The TwinLand design truly was a game-changer and represents how all lip-and-spur drill bits should be configured. Sadly, these are not as they used to be in the crucial areas that matter. They bear the hallmarks of their price point; cheap manufacturing, tacky fit/finish and ultimately are a disposable product. For true TwinLand performance, durability and standard of investment as a working tool we won't find it here any more. If you can get your hands on an older German-made set, do so. If you're unsure of the bits' origin, use the photos as a comparison guide.

The bottom line is whether these represent a good buy for their price point. They're not the investment that they used to be, however do these provide a reasonable return for the modest outlay in spite of this?

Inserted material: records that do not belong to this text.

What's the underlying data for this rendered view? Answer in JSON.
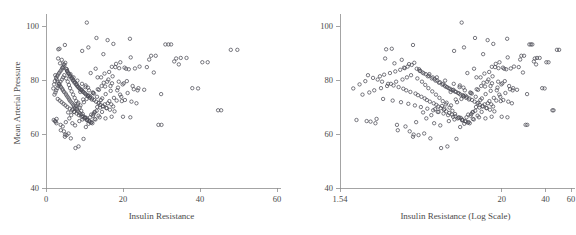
{
  "figure": {
    "background_color": "#ffffff",
    "marker_color": "#4c4c55",
    "axis_color": "#8d8d8d",
    "text_color": "#4a4a4a",
    "panel_count": 2
  },
  "chart_data": [
    {
      "type": "scatter",
      "panel": "left",
      "title": "",
      "xlabel": "Insulin Resistance",
      "ylabel": "Mean Arterial Pressure",
      "xscale": "linear",
      "yscale": "linear",
      "xlim": [
        0,
        60
      ],
      "ylim": [
        40,
        103
      ],
      "xticks": [
        0,
        20,
        40,
        60
      ],
      "xticklabels": [
        "0",
        "20",
        "40",
        "60"
      ],
      "yticks": [
        40,
        60,
        80,
        100
      ],
      "yticklabels": [
        "40",
        "60",
        "80",
        "100"
      ],
      "grid": false,
      "legend": false,
      "marker": "open-circle",
      "n_points": 286,
      "x": [
        10.6,
        4.9,
        3.2,
        11.0,
        13.1,
        9.4,
        16.0,
        17.5,
        21.8,
        14.9,
        22.0,
        31.8,
        49.7,
        40.6,
        27.3,
        29.9,
        44.7,
        39.5,
        35.0,
        33.3,
        26.8,
        24.3,
        23.1,
        20.4,
        19.3,
        18.2,
        17.1,
        16.4,
        15.2,
        14.3,
        3.5,
        4.1,
        4.6,
        5.0,
        5.4,
        5.8,
        6.2,
        6.6,
        7.0,
        7.4,
        7.8,
        8.2,
        8.6,
        9.0,
        9.5,
        10.0,
        10.4,
        10.9,
        11.4,
        11.9,
        2.4,
        2.8,
        3.0,
        3.3,
        3.6,
        3.9,
        4.2,
        4.4,
        4.7,
        5.1,
        5.3,
        5.6,
        5.9,
        6.1,
        6.4,
        6.8,
        7.1,
        7.3,
        7.6,
        8.0,
        8.3,
        8.7,
        9.1,
        9.6,
        10.1,
        10.7,
        11.2,
        11.7,
        12.2,
        12.7,
        13.3,
        13.8,
        14.6,
        15.5,
        16.8,
        18.7,
        19.9,
        21.0,
        22.5,
        23.8,
        1.9,
        2.1,
        2.3,
        2.6,
        2.9,
        3.1,
        3.4,
        3.7,
        4.0,
        4.3,
        4.5,
        4.8,
        5.2,
        5.5,
        5.7,
        6.0,
        6.3,
        6.7,
        6.9,
        7.2,
        7.5,
        7.9,
        8.1,
        8.4,
        8.8,
        9.2,
        9.7,
        10.2,
        10.8,
        11.5,
        12.0,
        12.5,
        13.0,
        13.6,
        14.1,
        14.8,
        15.8,
        16.6,
        17.8,
        20.0,
        2.0,
        2.5,
        2.7,
        3.8,
        4.35,
        5.15,
        6.05,
        6.55,
        7.25,
        8.05,
        8.95,
        9.85,
        10.55,
        11.25,
        12.15,
        13.45,
        14.45,
        15.0,
        16.2,
        17.3,
        18.0,
        19.0,
        20.8,
        21.5,
        24.0,
        25.5,
        28.0,
        30.0,
        32.5,
        34.5,
        3.05,
        3.55,
        4.05,
        4.55,
        5.05,
        5.55,
        6.15,
        6.75,
        7.35,
        7.95,
        8.55,
        9.25,
        9.95,
        10.65,
        11.35,
        12.05,
        12.85,
        13.65,
        14.55,
        15.65,
        16.95,
        18.35,
        19.55,
        21.2,
        22.8,
        2.2,
        2.45,
        2.65,
        2.95,
        3.25,
        3.45,
        3.75,
        4.15,
        4.45,
        4.75,
        5.25,
        5.65,
        5.95,
        6.25,
        6.65,
        7.05,
        7.45,
        7.85,
        8.25,
        8.75,
        9.15,
        9.55,
        10.15,
        10.75,
        11.45,
        12.35,
        13.15,
        14.05,
        15.25,
        16.45,
        17.65,
        19.25,
        20.5,
        22.2,
        23.5,
        4.9,
        5.35,
        6.45,
        7.65,
        8.45,
        9.75,
        10.35,
        11.05,
        11.85,
        12.65,
        13.95,
        15.45,
        17.05,
        18.9,
        20.2,
        3.15,
        3.65,
        4.25,
        5.45,
        6.35,
        7.15,
        8.15,
        9.35,
        10.25,
        11.15,
        12.45,
        13.25,
        14.25,
        16.05,
        17.45,
        10.3,
        10.9,
        9.3,
        8.9,
        12.9,
        11.6,
        13.4,
        15.9,
        16.75,
        18.5,
        4.65,
        5.85,
        6.85,
        7.55,
        8.65,
        9.45,
        10.45,
        11.75,
        12.55,
        14.75,
        2.35,
        2.75,
        3.85,
        4.95,
        5.75,
        6.95,
        7.75,
        8.35,
        9.65,
        10.95,
        12.25,
        13.75,
        15.35,
        17.15,
        19.7,
        21.9,
        26.2,
        29.2,
        33.8,
        38.0,
        42.0,
        45.5,
        48.0,
        36.5,
        31.0,
        28.5
      ],
      "y": [
        101.3,
        93.0,
        91.4,
        92.1,
        95.6,
        90.8,
        94.8,
        93.4,
        95.3,
        89.6,
        88.4,
        93.2,
        91.2,
        86.6,
        89.0,
        74.8,
        68.8,
        76.9,
        88.2,
        86.9,
        87.6,
        85.0,
        84.3,
        84.6,
        86.6,
        86.0,
        84.9,
        83.0,
        82.4,
        81.0,
        91.6,
        87.5,
        85.9,
        86.4,
        84.0,
        82.5,
        81.4,
        80.6,
        79.8,
        79.0,
        78.3,
        77.6,
        77.0,
        76.4,
        75.8,
        75.2,
        74.6,
        74.0,
        73.4,
        72.8,
        81.8,
        80.2,
        79.4,
        78.6,
        78.0,
        77.4,
        76.8,
        76.2,
        75.6,
        75.0,
        74.4,
        73.8,
        73.2,
        72.6,
        72.0,
        71.4,
        70.8,
        70.2,
        69.6,
        69.0,
        68.4,
        67.8,
        67.2,
        66.6,
        66.0,
        65.4,
        64.8,
        64.2,
        66.8,
        68.2,
        70.0,
        71.6,
        73.2,
        74.8,
        76.0,
        77.2,
        78.4,
        79.6,
        77.8,
        76.2,
        76.9,
        78.4,
        79.6,
        80.8,
        81.4,
        82.0,
        82.6,
        83.2,
        83.8,
        84.4,
        85.0,
        85.6,
        84.2,
        83.4,
        82.8,
        82.2,
        81.6,
        81.0,
        80.4,
        79.8,
        79.2,
        78.6,
        78.0,
        77.4,
        76.8,
        76.2,
        75.6,
        75.0,
        74.4,
        73.8,
        73.2,
        72.6,
        72.0,
        71.4,
        70.8,
        70.2,
        69.6,
        69.0,
        68.4,
        66.4,
        65.2,
        64.6,
        64.0,
        63.4,
        62.8,
        64.4,
        65.8,
        67.0,
        68.2,
        69.4,
        70.6,
        71.8,
        73.0,
        74.2,
        75.4,
        76.6,
        77.8,
        79.0,
        80.2,
        81.4,
        84.8,
        84.4,
        84.2,
        84.0,
        77.0,
        76.4,
        82.8,
        63.4,
        93.2,
        85.8,
        73.0,
        72.4,
        71.8,
        71.2,
        70.6,
        70.0,
        69.4,
        68.8,
        68.2,
        67.6,
        67.0,
        66.4,
        65.8,
        65.2,
        64.6,
        64.0,
        65.4,
        66.8,
        68.2,
        69.6,
        71.0,
        72.4,
        73.8,
        75.2,
        76.6,
        74.6,
        75.4,
        76.2,
        77.0,
        77.8,
        78.6,
        79.4,
        80.2,
        81.0,
        81.8,
        80.6,
        79.4,
        78.2,
        77.0,
        75.8,
        74.6,
        73.4,
        72.2,
        71.0,
        69.8,
        68.6,
        67.4,
        66.2,
        65.0,
        66.2,
        67.4,
        68.6,
        69.8,
        71.0,
        72.2,
        73.4,
        74.6,
        72.6,
        72.0,
        71.4,
        59.0,
        59.6,
        58.4,
        54.8,
        55.4,
        58.2,
        62.6,
        63.8,
        64.4,
        65.6,
        66.2,
        65.8,
        66.4,
        79.4,
        78.8,
        88.0,
        86.2,
        84.6,
        83.4,
        82.2,
        81.0,
        79.8,
        78.6,
        77.4,
        76.2,
        75.0,
        73.8,
        72.6,
        71.4,
        70.2,
        78.0,
        77.2,
        76.4,
        75.6,
        84.2,
        82.6,
        81.0,
        79.4,
        77.8,
        76.2,
        61.0,
        60.2,
        64.0,
        63.2,
        64.8,
        65.4,
        66.0,
        67.2,
        68.0,
        70.4,
        64.8,
        65.6,
        61.4,
        59.8,
        68.0,
        69.2,
        70.4,
        71.6,
        72.8,
        74.0,
        75.2,
        76.4,
        77.6,
        78.8,
        72.2,
        66.2,
        84.8,
        63.4,
        88.0,
        77.0,
        86.6,
        68.8,
        91.2,
        88.2,
        93.2,
        89.0
      ]
    },
    {
      "type": "scatter",
      "panel": "right",
      "title": "",
      "xlabel": "Insulin Resistance (Log Scale)",
      "ylabel": "",
      "xscale": "log",
      "yscale": "linear",
      "xlim": [
        1.54,
        60
      ],
      "ylim": [
        40,
        103
      ],
      "xticks": [
        1.54,
        20,
        40,
        60
      ],
      "xticklabels": [
        "1.54",
        "20",
        "40",
        "60"
      ],
      "yticks": [
        40,
        60,
        80,
        100
      ],
      "yticklabels": [
        "40",
        "60",
        "80",
        "100"
      ],
      "grid": false,
      "legend": false,
      "marker": "open-circle",
      "n_points": 286,
      "note": "Same y values as left panel; x values identical but drawn on a logarithmic horizontal axis spanning 1.54 to 60."
    }
  ],
  "labels": {
    "y_axis_title_left": "Mean Arterial Pressure",
    "x_axis_title_left": "Insulin Resistance",
    "x_axis_title_right": "Insulin Resistance (Log Scale)"
  }
}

Possibly, yes. Then again, so would any other set at this price point. It is not unlike buying a mid-priced USA Gibson, only to find you receive a cut-rate non-USA guitar which is also outperformed by a Chinese copy....for less money. Colt Tools seem to have gutted the product line they inherited when they acquired Horst-Miebach and slapped the name onto a superficially-similar yet inferior copy. Take your money elsewhere and let this one die.

These are not the TwinLands you are looking for. Move along.

 

Addendum: We'll be sourcing some higher quality bits to review such as the Colt FCE HSS-M2 (5-star) range or Fisch HSS. Whilst being in a higher price bracket, we would like to detail products that represent the high standard and long operating life that the original TwinLands did. Tools that will raise the standard of your work and that you can rely on from job to job.

Watch this space.


Creative Commons Licence

Colt TwinLand® Drill Bits by Carl Maltby is licensed under a Creative Commons Attribution-NonCommercial-ShareAlike 4.0 International License.